The Ptolemaic Kingdom was an ancient Hellenistic state based in Egypt. It was founded in 305 BC by Ptolemy I Soter, a companion of Alexander the Great, and lasted until the death of Cleopatra VII in 30 BC. Ruling for nearly three centuries, the Ptolemies were the longest and final Egyptian dynasty of ancient origin. Alexander the Great conquered Persian-controlled Egypt in 332 BC during his campaigns against the Achaemenid Empire.
After Alexander's death in 323 BC, his empire quickly unraveled amid competing claims by the diadochi, his closest friends and companions. Ptolemy, a Macedonian Greek who was one of Alexander's most trusted generals and confidants, won control of Egypt from his rivals and declared himself pharaoh. Alexandria, a Greek polis founded by Alexander, became the capital city and a major center of Greek culture, learning, and trade for the next several centuries.
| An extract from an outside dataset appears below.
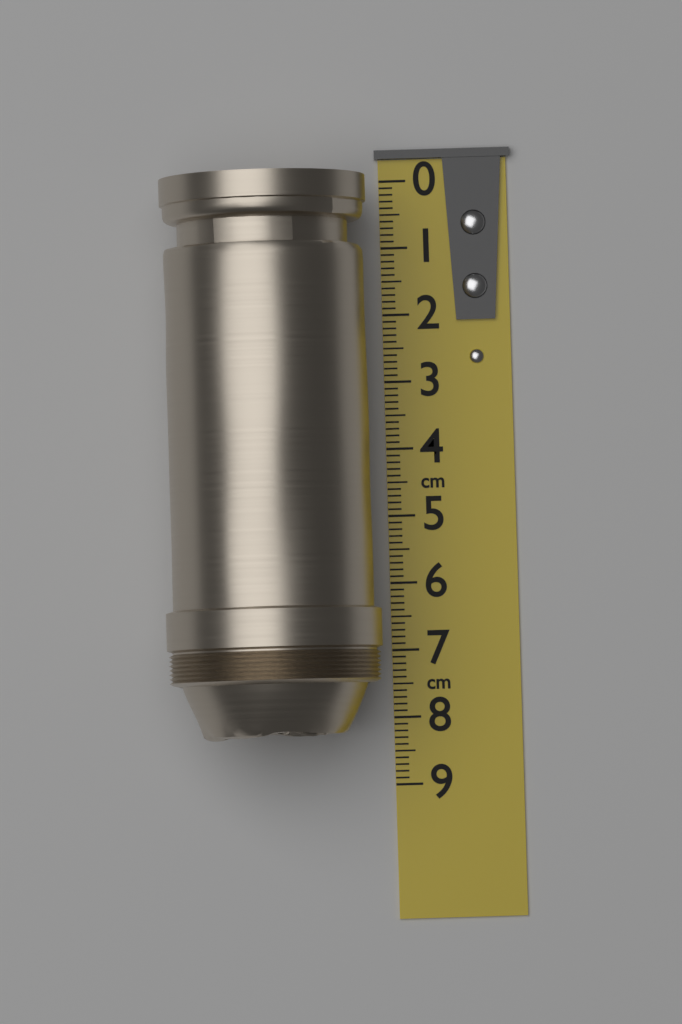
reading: 8.3 cm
Following the Syrian Wars with the Seleucid Empire, a rival Hellenistic state, the Ptolemaic Kingdom expanded its territory to include eastern Libya, the Sinai, and northern Nubia. To legitimize their rule and gain recognition from native Egyptians, the Ptolemies adopted the title of the pharaoh and had themselves portrayed on public monuments in Egyptian style and dress; otherwise, the monarchy rigorously maintained its Hellenistic character and traditions. The kingdom had a complex government bureaucracy that exploited the country's vast economic resources to the benefit of a Greek ruling class, which dominated military, political, and economic affairs, and which rarely integrated into Egyptian society and culture.
Native Egyptians maintained power over local and religious institutions, and only gradually accrued power in the bureaucracy, provided they Hellenized. Beginning with Ptolemy II Philadelphus, the Ptolemies began to adopt Egyptian customs, such as marrying their siblings per the Osiris myth, and participating in Egyptian religious life. New temples were built, older ones restored, and royal patronage lavished on the priesthood. From the mid third century, Ptolemaic Egypt was the wealthiest and most powerful of Alexander's successor states, and the leading example of Hellenistic civilization.
Beginning in the mid second century, dynastic strife and a series of foreign wars weakened the kingdom, and it became increasingly reliant on the Roman Republic. Under Cleopatra VII, who sought to restore Ptolemaic power, Egypt became entangled in a Roman civil war, which ultimately led to its conquest by Rome as the last independent Hellenistic state. Roman Egypt became one of Rome's richest provinces and a center of Hellenistic culture, with Greek remaining the main language of government until the Muslim conquest in 641 AD. Alexandria would remain one of the leading cities of the Mediterranean well into the late Middle Ages.